In any case, thanks for the info. I'm still learning alot about Macs. I just got my first Mac-Powerbook 1 GHz with Superdrive. I thought all the info on the Apple website about the G4 processor was pretty cool, but maybe it's all smoke and lights to keep Apple users happy while their company is in trouble.
I hate to break it to you, but there's this think called marketing. They tell lies by twisting the truth in a complicated way to make people believe things that aren't necessarily true.
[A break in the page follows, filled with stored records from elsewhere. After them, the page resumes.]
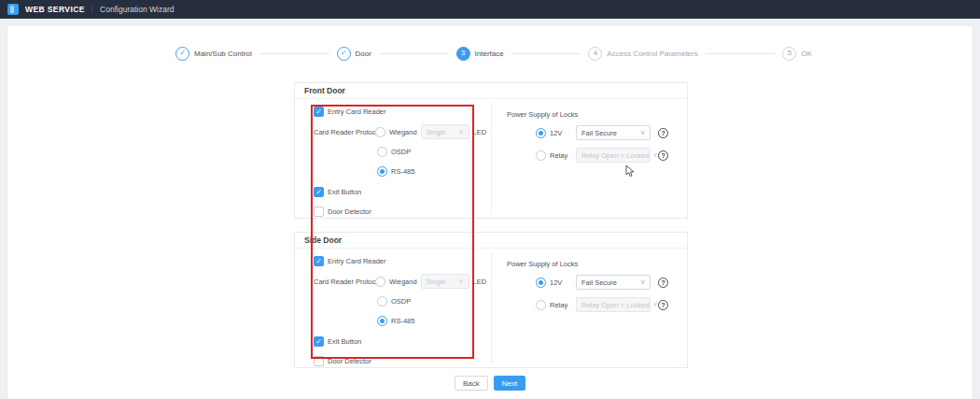 The image size is (980, 399). I want to click on step-label: Main/Sub Control, so click(223, 54).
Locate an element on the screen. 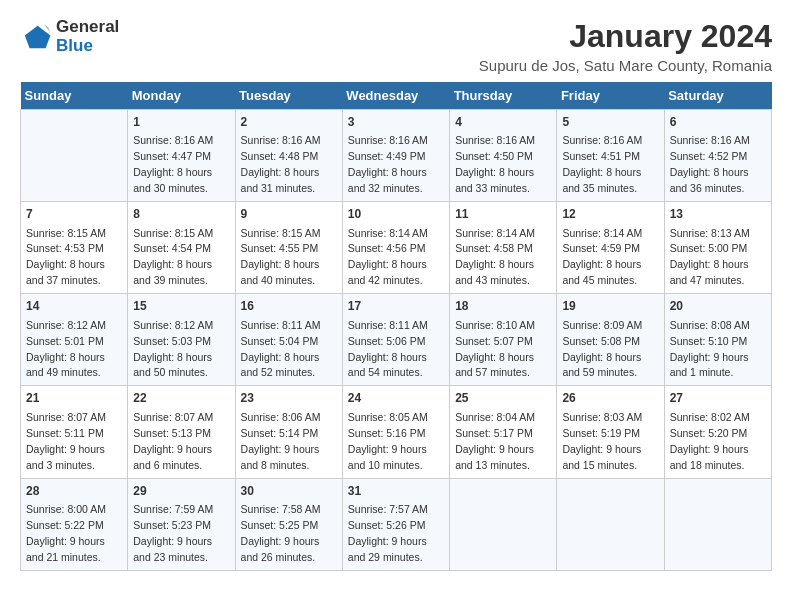 Image resolution: width=792 pixels, height=612 pixels. day-number: 16 is located at coordinates (289, 306).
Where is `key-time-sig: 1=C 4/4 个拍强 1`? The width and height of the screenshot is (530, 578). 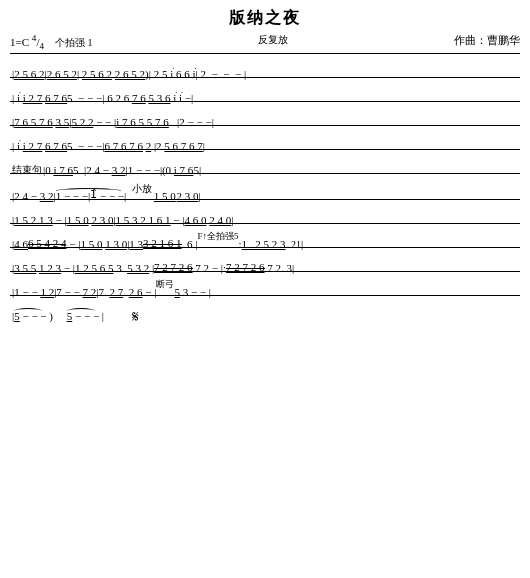 key-time-sig: 1=C 4/4 个拍强 1 is located at coordinates (52, 42).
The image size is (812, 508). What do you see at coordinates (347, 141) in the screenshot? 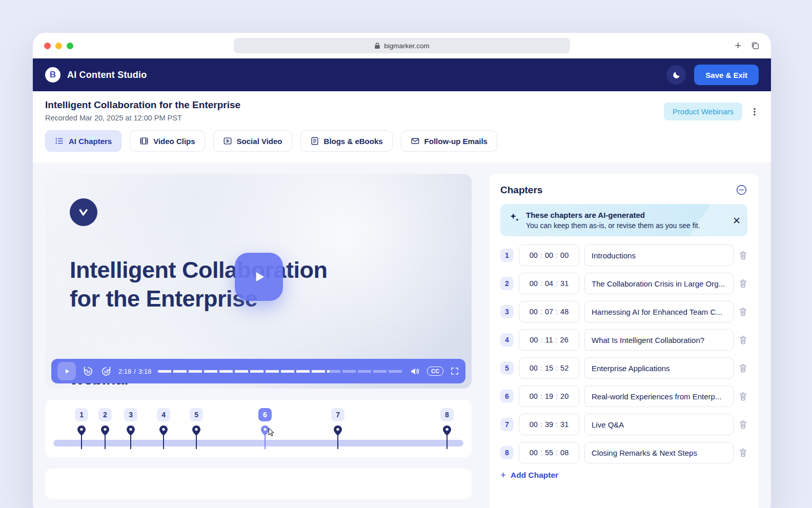
I see `tab-blogs-ebooks: Blogs & eBooks` at bounding box center [347, 141].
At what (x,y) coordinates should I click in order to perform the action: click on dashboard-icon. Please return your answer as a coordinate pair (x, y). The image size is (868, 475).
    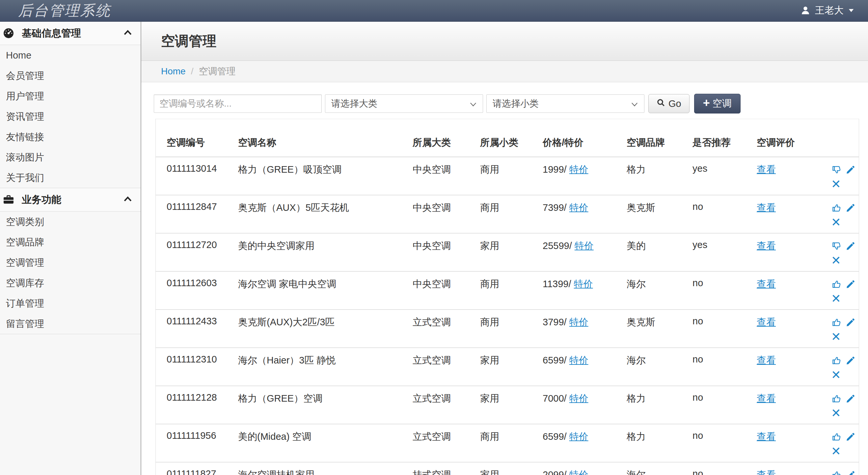
    Looking at the image, I should click on (9, 33).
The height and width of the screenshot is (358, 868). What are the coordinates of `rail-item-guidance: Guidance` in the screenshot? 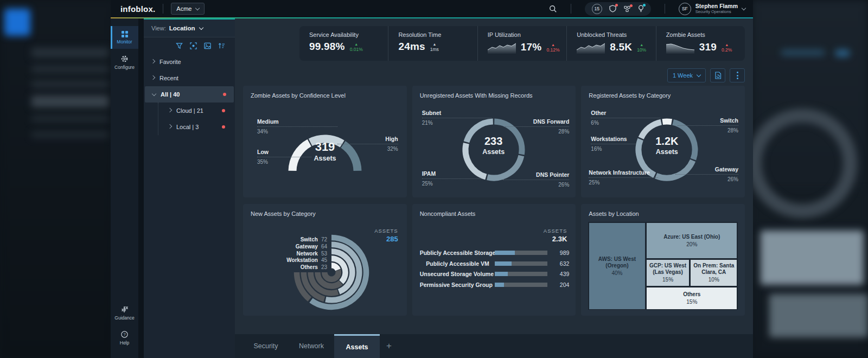 It's located at (125, 313).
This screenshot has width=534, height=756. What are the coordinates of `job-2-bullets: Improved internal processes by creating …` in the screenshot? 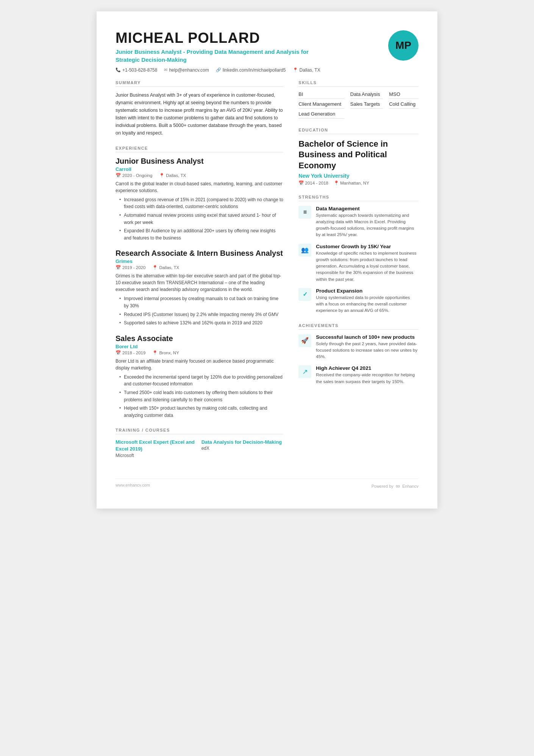 It's located at (199, 311).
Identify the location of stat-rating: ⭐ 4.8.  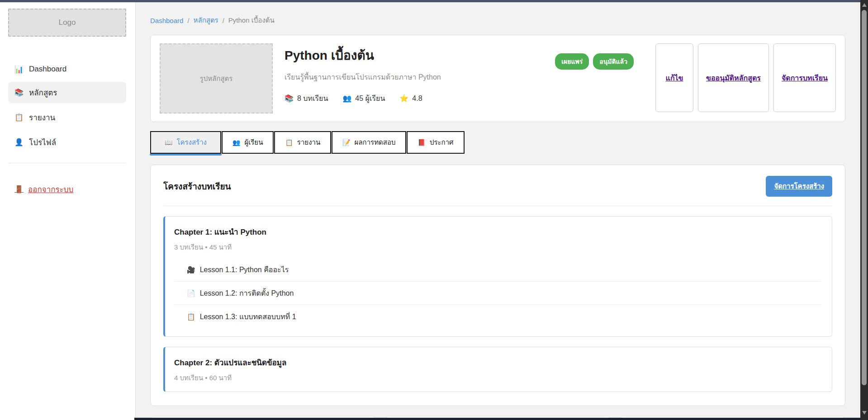
(411, 99).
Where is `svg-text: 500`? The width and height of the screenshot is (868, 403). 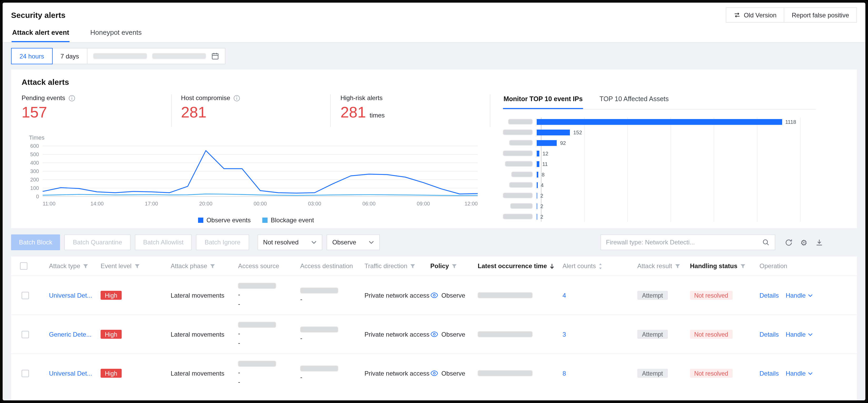
svg-text: 500 is located at coordinates (35, 154).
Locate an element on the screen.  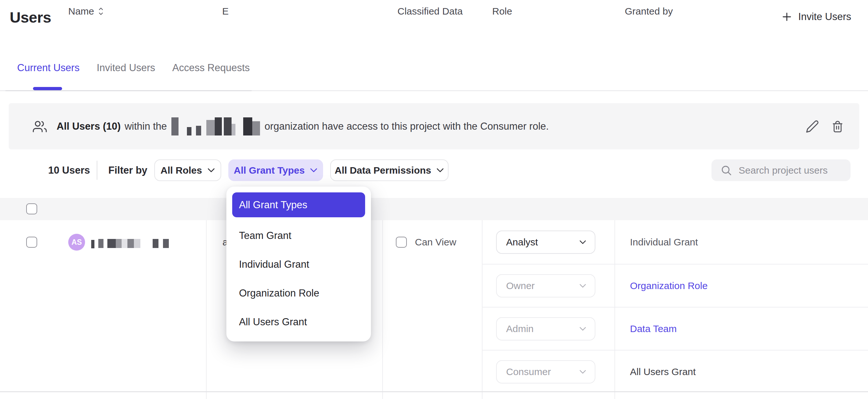
granted-by-individual-grant: Individual Grant is located at coordinates (664, 242).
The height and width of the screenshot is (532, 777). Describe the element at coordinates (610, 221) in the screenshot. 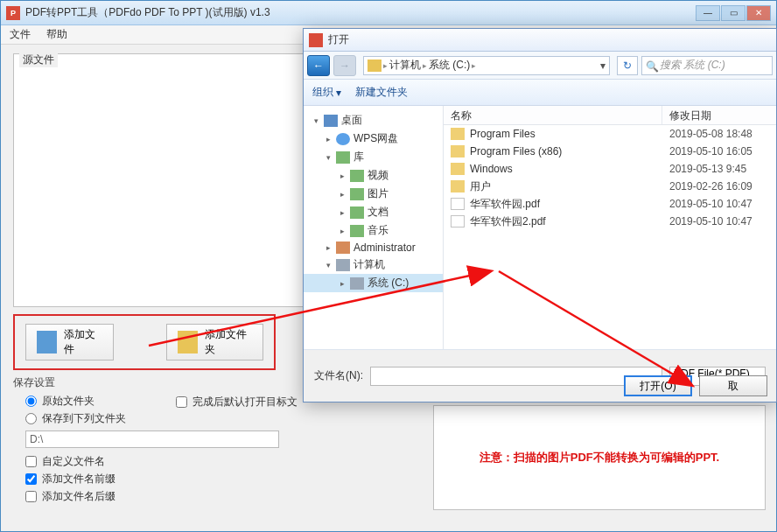

I see `file-row: 华军软件园2.pdf2019-05-10 10:47` at that location.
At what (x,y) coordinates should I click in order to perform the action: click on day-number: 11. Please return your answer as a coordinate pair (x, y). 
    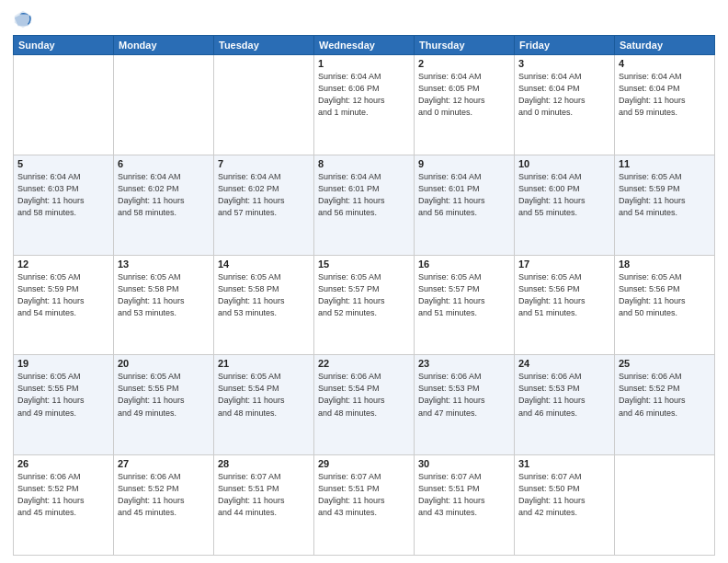
    Looking at the image, I should click on (665, 164).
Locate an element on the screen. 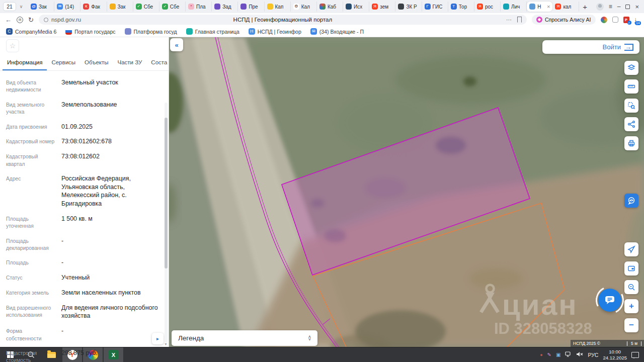  browser-tab: Я рос is located at coordinates (488, 7).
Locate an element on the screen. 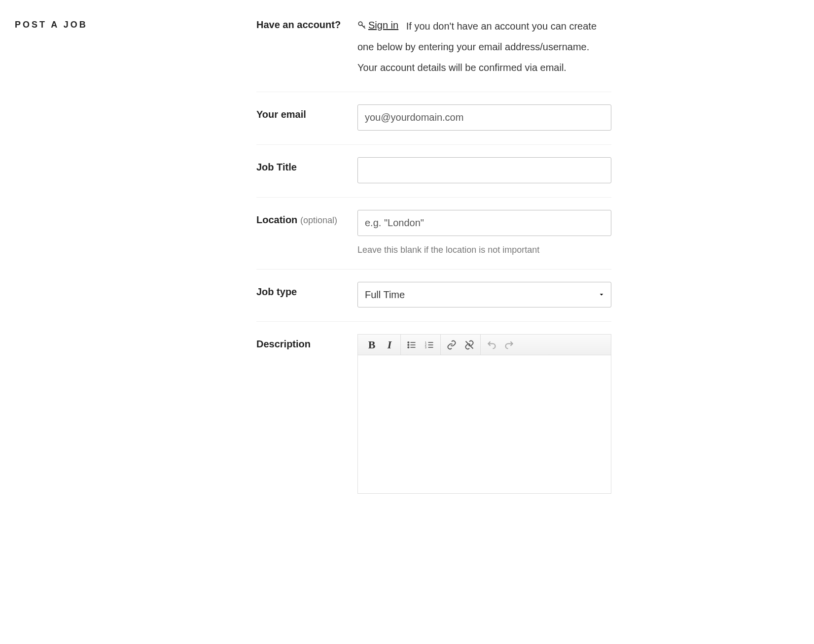 This screenshot has height=644, width=814. link-icon is located at coordinates (452, 345).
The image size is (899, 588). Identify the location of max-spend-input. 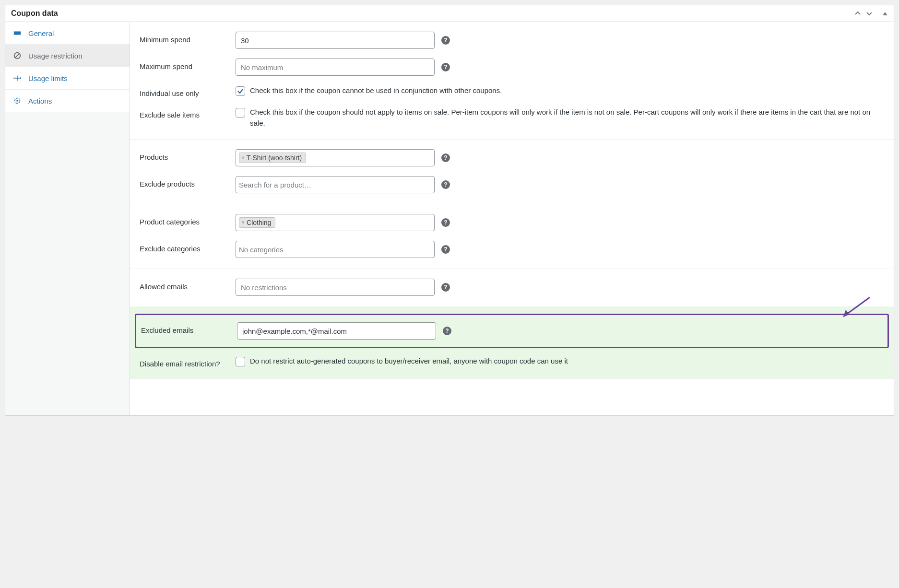
(335, 67).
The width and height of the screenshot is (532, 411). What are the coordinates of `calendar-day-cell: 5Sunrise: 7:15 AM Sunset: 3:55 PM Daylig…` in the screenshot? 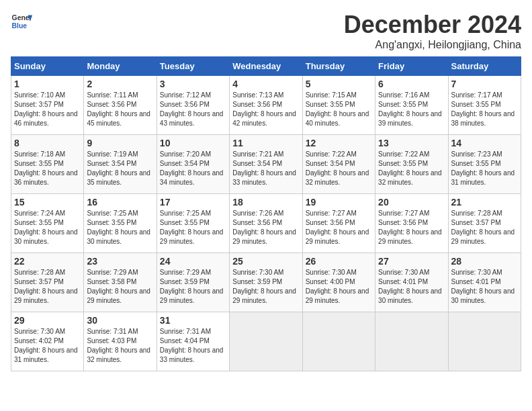 It's located at (339, 105).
When apple claims to have 266MBs of bandwidth for PCI devices, they dont' tell you that is only for 64 bit pci devices. Most PCI devices, save high end scsi cards, are 32 bits, meaning they go at the same 133MBs speed that they claim pcs can only do. Secondly, the integration of a north bridge and south bridge chips into the system controller does not give an advantage- it still does the same work of the two, it still has the same elements. Not only that, but the two bridges in PCs are connected by a very fast bus, 266 or 533 MBs, and it isn't a bottleneck like Apple claims. In the old days (97-98) this wasn't so, but it has been since around 2000. If you want proof, Intel calls it part of their hub archietcutre, Via calls it the V-Link, and AMD calls is hypertransport, and it's also called a backside bus.
The velocity engine uses the same concept as the entire CISC instruction set does- work on mutiple data sets in the same instruction. THat is why people hated the CSIC instructino set- they were too complicated! But, what Apple has said was a disadvantage in the past is now a benefit. That's marketing.
"Jaguar includes enhanced preemptive multitasking, symmetric multiprocessing and multithreading capabilities..."
Hello? These have been in the NT kernel since it's inception with NT 3.1. These are basic computing concepts that Apple has marketed because they are fancy names. There are not unique to Apple; Apple is the only one that advertises them because they sound good. That's marketing. Look at Microsoft's marketing- see those same buzz words?
http://www.microsoft.com/ntworkstat...ctOverview/FeatureList/Windows95/techdiff.asp Of course you do, they're there to sell products, NOT be a technical comparison of two technologies.
I know this may be hard to believe, but a standard means that it's the same (supposedly) across different things. PCI bus is standard. Memory controllers operate on standards. The processing of 1's and 0's are standard. Just because they use a different instruction format does not mean that PowerPC and X86 are completely two different beasts. At the heart they still have the same ALU's, the same shift units, the same floating point units(even if different sizes). What is different is how they are implemented (using a carry & look ahead adder, putting in multiple decoders to have 3 different pipelines) and the physical electronics underneath. Apple can go and put on their website how their floating point conforms to IEEE standards, that does not make it unique.